How light she thought she had been before. How truly light she was now.
She should be leaving anyway—it was too cold now, with the wind off the ocean. There were Santas in the store windows, in piles of fake snow.
Out on A1A, the cars screamed by her and threw exhaust in her face. She stuck out her thumb, and a tan sedan rolled to a stop. The driver was pale and nervous, and somewhere inside her alarm bells began to ring, but she found she didn’t care to listen. He said he was going back to the university town, and she thought of her ex, her friends, her fall from safety.
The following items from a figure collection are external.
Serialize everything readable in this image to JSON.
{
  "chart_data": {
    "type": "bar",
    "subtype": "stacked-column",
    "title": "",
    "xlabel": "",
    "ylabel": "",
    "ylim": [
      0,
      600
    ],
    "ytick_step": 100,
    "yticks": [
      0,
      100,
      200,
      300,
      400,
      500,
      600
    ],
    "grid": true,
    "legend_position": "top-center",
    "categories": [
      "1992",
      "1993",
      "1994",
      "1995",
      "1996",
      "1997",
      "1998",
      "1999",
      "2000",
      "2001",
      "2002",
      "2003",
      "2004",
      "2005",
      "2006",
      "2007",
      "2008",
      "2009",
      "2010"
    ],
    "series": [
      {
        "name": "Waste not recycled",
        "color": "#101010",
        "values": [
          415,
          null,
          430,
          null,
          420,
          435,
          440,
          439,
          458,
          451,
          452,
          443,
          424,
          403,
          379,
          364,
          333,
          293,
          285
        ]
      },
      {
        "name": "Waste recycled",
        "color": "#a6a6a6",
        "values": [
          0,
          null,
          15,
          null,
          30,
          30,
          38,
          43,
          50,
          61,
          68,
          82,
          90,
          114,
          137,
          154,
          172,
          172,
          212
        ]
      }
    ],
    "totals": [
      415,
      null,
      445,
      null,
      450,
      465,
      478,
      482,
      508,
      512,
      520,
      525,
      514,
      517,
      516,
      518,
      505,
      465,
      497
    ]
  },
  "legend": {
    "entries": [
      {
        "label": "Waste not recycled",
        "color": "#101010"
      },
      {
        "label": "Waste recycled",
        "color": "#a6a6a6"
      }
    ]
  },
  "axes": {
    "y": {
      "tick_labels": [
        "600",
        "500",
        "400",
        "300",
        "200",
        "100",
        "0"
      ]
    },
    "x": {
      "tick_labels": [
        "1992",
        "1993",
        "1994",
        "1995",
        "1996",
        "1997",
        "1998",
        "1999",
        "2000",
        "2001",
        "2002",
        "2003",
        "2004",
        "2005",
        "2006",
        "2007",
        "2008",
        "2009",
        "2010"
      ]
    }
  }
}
She found she didn’t care about those things, either.
She could feel the ocean pulling at her back but didn’t turn to say goodbye. It had failed to do what she had longed for it to do; it had been indifferent, after all. Over the inland waterway, with its tiny islands and corrugated bridge, into the palmetto scrub. Somewhere along a stretch of road bordered by pines in strict formation, the man put a hand on her knee and squinted toward the empty asphalt ahead. She gently removed his hand, and he didn’t try again. He turned on the radio, and they listened to sticky love ballads. In town, he dropped her at the downtown plaza and squealed away, to the loud derision of two old men at the bus stop. They grinned at her and both blew pink bubbles with their gum and one by one let them pop.
* * *
—
Just before the public library closed for the night, she rode the elevator to the top floor and went into the grand stained-glass conference room set like a crown at the top of the building. She’d discovered an unlocked closet behind a leaning blackboard, barely long enough to hold her body in its sleeping bag. In the dark of the closet, she ate what she found during the day and listened to the library empty out. It was orange season, and she plucked satsumas for breakfast and spat the pips into the road.
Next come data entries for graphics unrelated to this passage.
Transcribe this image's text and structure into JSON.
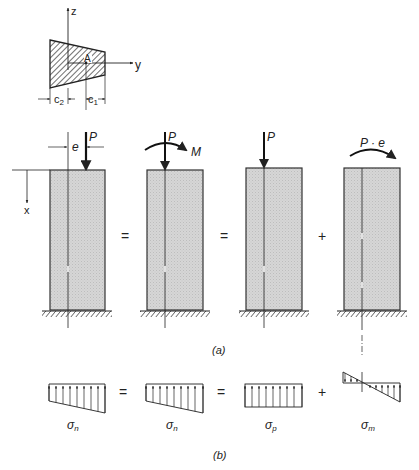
{
  "figure": {
    "cross_section": {
      "axis_z": "z",
      "axis_y": "y",
      "point": "A",
      "dim_left": "c",
      "dim_left_sub": "2",
      "dim_right": "c",
      "dim_right_sub": "1"
    },
    "columns": [
      {
        "id": "eccentric",
        "load_label": "P",
        "eccentricity_label": "e",
        "axis_label": "x"
      },
      {
        "id": "load-and-moment",
        "load_label": "P",
        "moment_label": "M"
      },
      {
        "id": "axial",
        "load_label": "P"
      },
      {
        "id": "bending",
        "moment_label": "P · e"
      }
    ],
    "operators_row_a": [
      "=",
      "=",
      "+"
    ],
    "part_a_label": "(a)",
    "stress_diagrams": [
      {
        "id": "sigma-n-1",
        "symbol": "σ",
        "subscript": "n",
        "shape": "trapezoid"
      },
      {
        "id": "sigma-n-2",
        "symbol": "σ",
        "subscript": "n",
        "shape": "trapezoid"
      },
      {
        "id": "sigma-p",
        "symbol": "σ",
        "subscript": "p",
        "shape": "uniform"
      },
      {
        "id": "sigma-m",
        "symbol": "σ",
        "subscript": "m",
        "shape": "linear-bending"
      }
    ],
    "operators_row_b": [
      "=",
      "=",
      "+"
    ],
    "part_b_label": "(b)",
    "colors": {
      "line": "#222222",
      "column_fill": "#d4d4d4",
      "background": "#ffffff"
    }
  }
}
She neglected to call her mother for Christmas or New Year’s. When she tried to read during the day, the words lost their meaning and floated loosely in her eyes.
* * *
—
She didn’t make it to the library in time one evening and spent the night shivering in her light jean jacket. She was walking by a club that had just closed when a cluster of undergraduates in strapless dresses tottered by, fingering their cell phones. She recognized one of them, a girl from her comp-lit class last year. She’d been a frightened, silent thing who’d earned her C?. No matter how hard she was drilled, “its” and “it’s” had eluded the girl. Tonight, if she and the girl came face-to-face, the girl would look through her former instructor, not seeing her in this worn, dirty woman; and she, whose words had once lashed, would have nothing to say.
Its, it’s, she said aloud now. Who cares?
A man stacking the chairs in front of the patio area heard her and laughed. Twits, he agreed.